Everybody has a rich inner landscape contoured by emotions; they not only give meaning and color to everyday experience, but emotions commonly influence decision-making. They may be humanity’s earliest guide to how to get basic needs met.

Yet science is not quite clear what emotions are. Whether they are inborn, genetically determined reactions, each with its own mechanism; patterns of response to stimuli, each distinctively etched into neural circuitry; or in-the-moment interpretations of experience is a subject of keen debate.

The Roots of Emotions

Many experts today believe that emotions are brief, felt mental states that arise from the mind’s conscious interpretation of bodily sensations that occur automatically and unconsciously in response to stimuli in an ever-changing environment as a way to regulate arousal, direct attention, and motivate behavior. Typically reflected in posture and facial expressions, they are even thought to function as a silent communication system to others in the service of getting one's needs met.

Emotion Regulation

The ability to exert control over one’s emotional state calls on a number of cognitive skills—to change either one’s thoughts or one’s behaviors—to prevent the emotion from launching or to prevent it from being expressed. Most often, emotion regulation is of service in down-regulating, or dampening, the intensity of negative emotions, such as anger, disappointment, or anxiety. A healthy repertoire of emotion regulation skills keeps people from behaving in counterproductive ways when they are emotionally activated. They are especially essential for maintaining social relationships.

Reading Emotions

The basic human emotions have signature facial expressions that people are wired to recognize, even from a distance—the smile of happiness, the widened eyes and open mouth of surprise, the downturned mouth of sadness, the knitted eyebrows and reddened face of anger, the wrinkled nose of disgust. Detecting the emotions of others doesn’t just provide a guide to how one should (re)act to be effective; it can be a downright survival skill.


• **Task prompt**:
Copy out all of the data word for word. Omit every picture.
[[ Source data open ]]
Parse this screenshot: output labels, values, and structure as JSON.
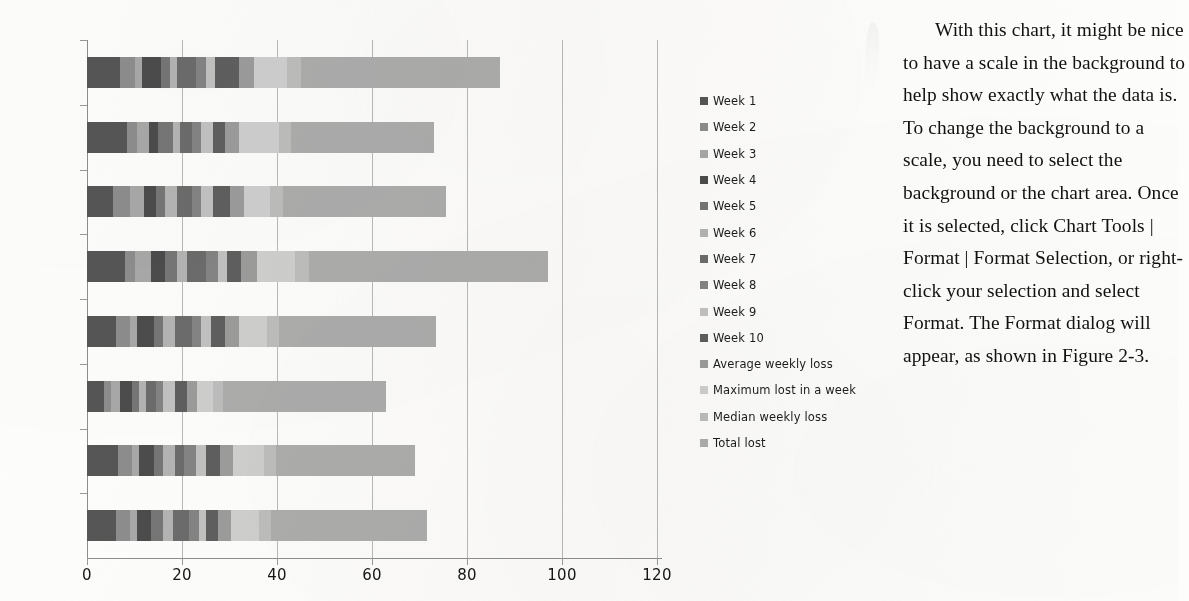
{
  "chart_data": {
    "type": "bar",
    "subtype": "horizontal-stacked-bar",
    "title": "",
    "xlabel": "",
    "ylabel": "",
    "xlim": [
      0,
      120
    ],
    "ylim": null,
    "grid": true,
    "legend_position": "right",
    "x_ticks": [
      "0",
      "20",
      "40",
      "60",
      "80",
      "100",
      "120"
    ],
    "x_tick_values": [
      0,
      20,
      40,
      60,
      80,
      100,
      120
    ],
    "categories": [
      "Michael",
      "Sarah",
      "Linda",
      "Larry",
      "Harry",
      "Mary",
      "John",
      "Jane"
    ],
    "series": [
      {
        "name": "Week 1",
        "color": "#565656",
        "values": [
          7.0,
          8.5,
          5.5,
          8.0,
          6.0,
          3.5,
          6.5,
          6.0
        ]
      },
      {
        "name": "Week 2",
        "color": "#8d8d8d",
        "values": [
          3.0,
          2.0,
          3.5,
          2.0,
          3.0,
          1.5,
          3.0,
          3.0
        ]
      },
      {
        "name": "Week 3",
        "color": "#a8a8a8",
        "values": [
          1.5,
          2.5,
          3.0,
          3.5,
          1.5,
          2.0,
          1.5,
          1.5
        ]
      },
      {
        "name": "Week 4",
        "color": "#4c4c4c",
        "values": [
          4.0,
          2.0,
          2.5,
          3.0,
          3.5,
          2.5,
          3.0,
          3.0
        ]
      },
      {
        "name": "Week 5",
        "color": "#767676",
        "values": [
          2.0,
          3.0,
          2.0,
          2.5,
          2.0,
          1.5,
          2.0,
          2.5
        ]
      },
      {
        "name": "Week 6",
        "color": "#b4b4b4",
        "values": [
          1.5,
          1.5,
          2.5,
          2.0,
          2.5,
          1.5,
          2.5,
          2.0
        ]
      },
      {
        "name": "Week 7",
        "color": "#6c6c6c",
        "values": [
          4.0,
          2.5,
          3.0,
          4.0,
          3.5,
          2.0,
          2.0,
          3.5
        ]
      },
      {
        "name": "Week 8",
        "color": "#848484",
        "values": [
          2.0,
          2.0,
          2.0,
          2.5,
          2.0,
          1.5,
          2.5,
          2.0
        ]
      },
      {
        "name": "Week 9",
        "color": "#c2c2c2",
        "values": [
          2.0,
          2.5,
          2.5,
          2.0,
          2.0,
          2.5,
          2.0,
          1.5
        ]
      },
      {
        "name": "Week 10",
        "color": "#5f5f5f",
        "values": [
          5.0,
          2.5,
          3.5,
          3.0,
          3.0,
          2.5,
          3.0,
          2.5
        ]
      },
      {
        "name": "Average weekly loss",
        "color": "#9c9c9c",
        "values": [
          3.2,
          2.9,
          3.0,
          3.3,
          2.9,
          2.1,
          2.8,
          2.8
        ]
      },
      {
        "name": "Maximum lost in a week",
        "color": "#cfcfcf",
        "values": [
          7.0,
          8.5,
          5.5,
          8.0,
          6.0,
          3.5,
          6.5,
          6.0
        ]
      },
      {
        "name": "Median weekly loss",
        "color": "#bdbdbd",
        "values": [
          2.8,
          2.5,
          2.8,
          3.0,
          2.6,
          2.0,
          2.5,
          2.5
        ]
      },
      {
        "name": "Total lost",
        "color": "#adadad",
        "values": [
          42.0,
          30.1,
          34.2,
          50.2,
          33.0,
          34.4,
          29.2,
          32.7
        ]
      }
    ],
    "totals": [
      87.0,
      71.0,
      75.0,
      98.0,
      73.5,
      63.0,
      69.0,
      71.5
    ]
  },
  "legend": {
    "entries": [
      {
        "label": "Week 1"
      },
      {
        "label": "Week 2"
      },
      {
        "label": "Week 3"
      },
      {
        "label": "Week 4"
      },
      {
        "label": "Week 5"
      },
      {
        "label": "Week 6"
      },
      {
        "label": "Week 7"
      },
      {
        "label": "Week 8"
      },
      {
        "label": "Week 9"
      },
      {
        "label": "Week 10"
      },
      {
        "label": "Average weekly loss"
      },
      {
        "label": "Maximum lost in a week"
      },
      {
        "label": "Median weekly loss"
      },
      {
        "label": "Total lost"
      }
    ]
  },
  "body_text": {
    "paragraph": "With this chart, it might be nice to have a scale in the background to help show exactly what the data is. To change the background to a scale, you need to select the background or the chart area. Once it is selected, click Chart Tools | Format | Format Selection, or right-click your selection and select Format. The Format dialog will appear, as shown in Figure 2-3."
  }
}
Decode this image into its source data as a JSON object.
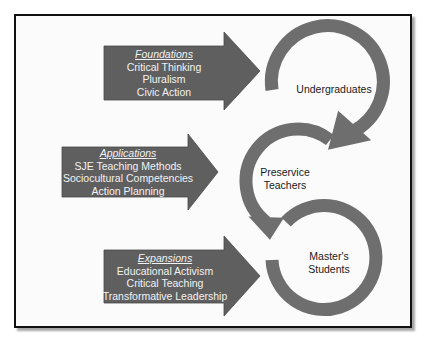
{
  "colors": {
    "arrow_fill": "#5f5f5f",
    "ring_fill": "#6e6e6e",
    "frame_border": "#111111",
    "background": "#fbfbfb",
    "arrow_text": "#f2f2f2",
    "node_text": "#1a1a1a"
  },
  "stages": [
    {
      "heading": "Foundations",
      "items": [
        "Critical Thinking",
        "Pluralism",
        "Civic Action"
      ],
      "node_lines": [
        "Undergraduates"
      ]
    },
    {
      "heading": "Applications",
      "items": [
        "SJE Teaching Methods",
        "Sociocultural Competencies",
        "Action Planning"
      ],
      "node_lines": [
        "Preservice",
        "Teachers"
      ]
    },
    {
      "heading": "Expansions",
      "items": [
        "Educational Activism",
        "Critical Teaching",
        "Transformative Leadership"
      ],
      "node_lines": [
        "Master's",
        "Students"
      ]
    }
  ]
}
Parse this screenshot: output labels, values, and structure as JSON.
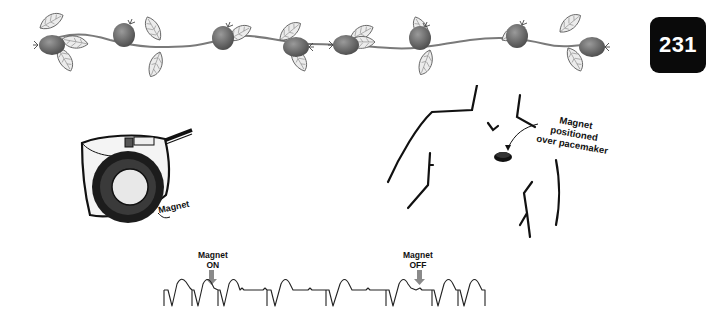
{
  "page": {
    "number": "231"
  },
  "decoration": {
    "type": "rosehip-garland",
    "berry_color": "#6e6e6e",
    "leaf_color": "#e8e8e8"
  },
  "figure_device": {
    "label": "Magnet"
  },
  "figure_chest": {
    "label_lines": [
      "Magnet",
      "positioned",
      "over pacemaker"
    ]
  },
  "ecg_strip": {
    "marker_on": {
      "line1": "Magnet",
      "line2": "ON"
    },
    "marker_off": {
      "line1": "Magnet",
      "line2": "OFF"
    }
  },
  "colors": {
    "badge_bg": "#0a0a0a",
    "badge_text": "#ffffff",
    "line": "#222222",
    "arrow": "#8a8a8a"
  }
}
[[ Source data closed ]]
• **Result below**:
Parse this screenshot: output labels, values, and structure as JSON.
{
  "chart_data": {
    "type": "bar",
    "subtype": "horizontal-stacked-bar",
    "title": "",
    "xlabel": "",
    "ylabel": "",
    "xlim": [
      0,
      120
    ],
    "ylim": null,
    "grid": true,
    "legend_position": "right",
    "x_ticks": [
      "0",
      "20",
      "40",
      "60",
      "80",
      "100",
      "120"
    ],
    "x_tick_values": [
      0,
      20,
      40,
      60,
      80,
      100,
      120
    ],
    "categories": [
      "Michael",
      "Sarah",
      "Linda",
      "Larry",
      "Harry",
      "Mary",
      "John",
      "Jane"
    ],
    "series": [
      {
        "name": "Week 1",
        "color": "#565656",
        "values": [
          7.0,
          8.5,
          5.5,
          8.0,
          6.0,
          3.5,
          6.5,
          6.0
        ]
      },
      {
        "name": "Week 2",
        "color": "#8d8d8d",
        "values": [
          3.0,
          2.0,
          3.5,
          2.0,
          3.0,
          1.5,
          3.0,
          3.0
        ]
      },
      {
        "name": "Week 3",
        "color": "#a8a8a8",
        "values": [
          1.5,
          2.5,
          3.0,
          3.5,
          1.5,
          2.0,
          1.5,
          1.5
        ]
      },
      {
        "name": "Week 4",
        "color": "#4c4c4c",
        "values": [
          4.0,
          2.0,
          2.5,
          3.0,
          3.5,
          2.5,
          3.0,
          3.0
        ]
      },
      {
        "name": "Week 5",
        "color": "#767676",
        "values": [
          2.0,
          3.0,
          2.0,
          2.5,
          2.0,
          1.5,
          2.0,
          2.5
        ]
      },
      {
        "name": "Week 6",
        "color": "#b4b4b4",
        "values": [
          1.5,
          1.5,
          2.5,
          2.0,
          2.5,
          1.5,
          2.5,
          2.0
        ]
      },
      {
        "name": "Week 7",
        "color": "#6c6c6c",
        "values": [
          4.0,
          2.5,
          3.0,
          4.0,
          3.5,
          2.0,
          2.0,
          3.5
        ]
      },
      {
        "name": "Week 8",
        "color": "#848484",
        "values": [
          2.0,
          2.0,
          2.0,
          2.5,
          2.0,
          1.5,
          2.5,
          2.0
        ]
      },
      {
        "name": "Week 9",
        "color": "#c2c2c2",
        "values": [
          2.0,
          2.5,
          2.5,
          2.0,
          2.0,
          2.5,
          2.0,
          1.5
        ]
      },
      {
        "name": "Week 10",
        "color": "#5f5f5f",
        "values": [
          5.0,
          2.5,
          3.5,
          3.0,
          3.0,
          2.5,
          3.0,
          2.5
        ]
      },
      {
        "name": "Average weekly loss",
        "color": "#9c9c9c",
        "values": [
          3.2,
          2.9,
          3.0,
          3.3,
          2.9,
          2.1,
          2.8,
          2.8
        ]
      },
      {
        "name": "Maximum lost in a week",
        "color": "#cfcfcf",
        "values": [
          7.0,
          8.5,
          5.5,
          8.0,
          6.0,
          3.5,
          6.5,
          6.0
        ]
      },
      {
        "name": "Median weekly loss",
        "color": "#bdbdbd",
        "values": [
          2.8,
          2.5,
          2.8,
          3.0,
          2.6,
          2.0,
          2.5,
          2.5
        ]
      },
      {
        "name": "Total lost",
        "color": "#adadad",
        "values": [
          42.0,
          30.1,
          34.2,
          50.2,
          33.0,
          34.4,
          29.2,
          32.7
        ]
      }
    ],
    "totals": [
      87.0,
      71.0,
      75.0,
      98.0,
      73.5,
      63.0,
      69.0,
      71.5
    ]
  },
  "legend": {
    "entries": [
      {
        "label": "Week 1"
      },
      {
        "label": "Week 2"
      },
      {
        "label": "Week 3"
      },
      {
        "label": "Week 4"
      },
      {
        "label": "Week 5"
      },
      {
        "label": "Week 6"
      },
      {
        "label": "Week 7"
      },
      {
        "label": "Week 8"
      },
      {
        "label": "Week 9"
      },
      {
        "label": "Week 10"
      },
      {
        "label": "Average weekly loss"
      },
      {
        "label": "Maximum lost in a week"
      },
      {
        "label": "Median weekly loss"
      },
      {
        "label": "Total lost"
      }
    ]
  },
  "body_text": {
    "paragraph": "With this chart, it might be nice to have a scale in the background to help show exactly what the data is. To change the background to a scale, you need to select the background or the chart area. Once it is selected, click Chart Tools | Format | Format Selection, or right-click your selection and select Format. The Format dialog will appear, as shown in Figure 2-3."
  }
}
Decode this image into its source data as a JSON object.
{
  "colors": {
    "arrow_fill": "#5f5f5f",
    "ring_fill": "#6e6e6e",
    "frame_border": "#111111",
    "background": "#fbfbfb",
    "arrow_text": "#f2f2f2",
    "node_text": "#1a1a1a"
  },
  "stages": [
    {
      "heading": "Foundations",
      "items": [
        "Critical Thinking",
        "Pluralism",
        "Civic Action"
      ],
      "node_lines": [
        "Undergraduates"
      ]
    },
    {
      "heading": "Applications",
      "items": [
        "SJE Teaching Methods",
        "Sociocultural Competencies",
        "Action Planning"
      ],
      "node_lines": [
        "Preservice",
        "Teachers"
      ]
    },
    {
      "heading": "Expansions",
      "items": [
        "Educational Activism",
        "Critical Teaching",
        "Transformative Leadership"
      ],
      "node_lines": [
        "Master's",
        "Students"
      ]
    }
  ]
}
Parse this screenshot: output labels, values, and structure as JSON.
{
  "page": {
    "number": "231"
  },
  "decoration": {
    "type": "rosehip-garland",
    "berry_color": "#6e6e6e",
    "leaf_color": "#e8e8e8"
  },
  "figure_device": {
    "label": "Magnet"
  },
  "figure_chest": {
    "label_lines": [
      "Magnet",
      "positioned",
      "over pacemaker"
    ]
  },
  "ecg_strip": {
    "marker_on": {
      "line1": "Magnet",
      "line2": "ON"
    },
    "marker_off": {
      "line1": "Magnet",
      "line2": "OFF"
    }
  },
  "colors": {
    "badge_bg": "#0a0a0a",
    "badge_text": "#ffffff",
    "line": "#222222",
    "arrow": "#8a8a8a"
  }
}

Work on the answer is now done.